**Aim of the task:** Please copy all of the entries exactly, but drop every picture.
┏━━
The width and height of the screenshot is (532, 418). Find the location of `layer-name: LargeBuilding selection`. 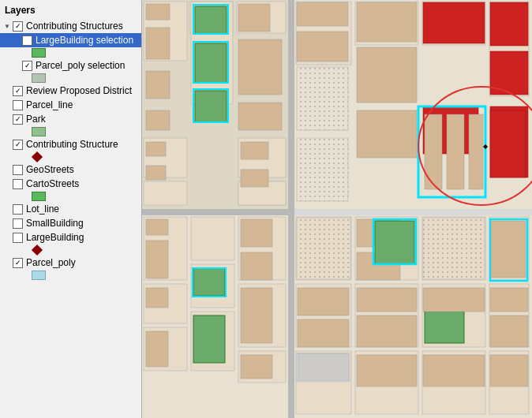

layer-name: LargeBuilding selection is located at coordinates (84, 40).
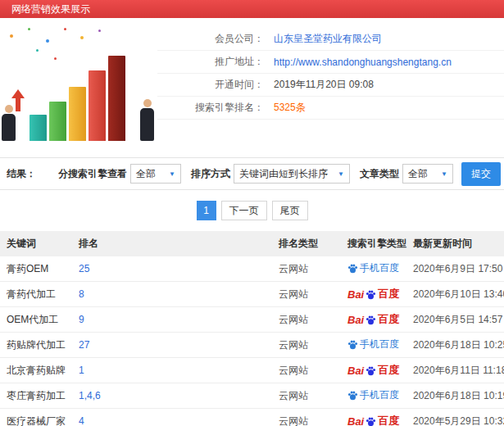 This screenshot has width=504, height=426. Describe the element at coordinates (324, 85) in the screenshot. I see `open-time-value: 2019年11月20日 09:08` at that location.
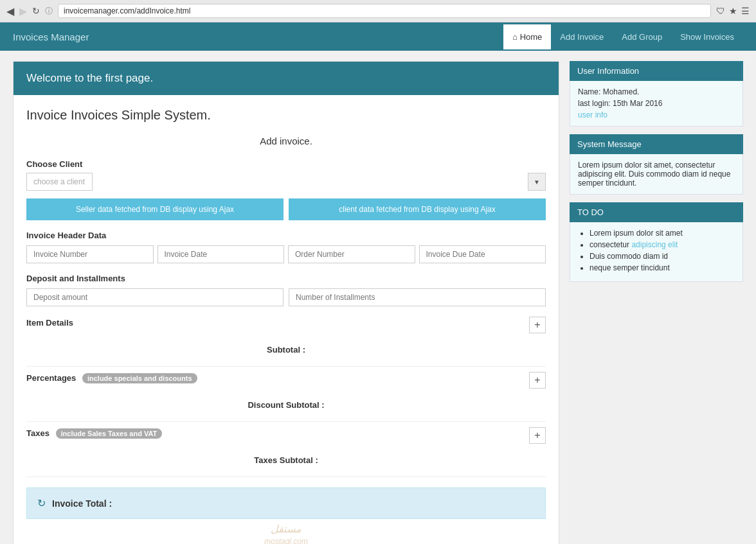 The width and height of the screenshot is (756, 544). Describe the element at coordinates (537, 435) in the screenshot. I see `add-tax-button: +` at that location.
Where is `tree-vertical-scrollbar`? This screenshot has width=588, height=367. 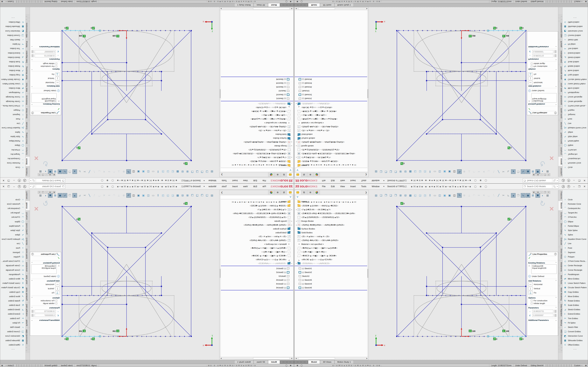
┗━━
**Written answer:**
The width and height of the screenshot is (532, 418). Find the location of `layer-name: LargeBuilding selection`. 

layer-name: LargeBuilding selection is located at coordinates (84, 40).
 This screenshot has width=504, height=426. Describe the element at coordinates (324, 85) in the screenshot. I see `open-time-value: 2019年11月20日 09:08` at that location.
 The width and height of the screenshot is (756, 544). Describe the element at coordinates (537, 435) in the screenshot. I see `add-tax-button: +` at that location.
Where is `tree-vertical-scrollbar`? This screenshot has width=588, height=367. 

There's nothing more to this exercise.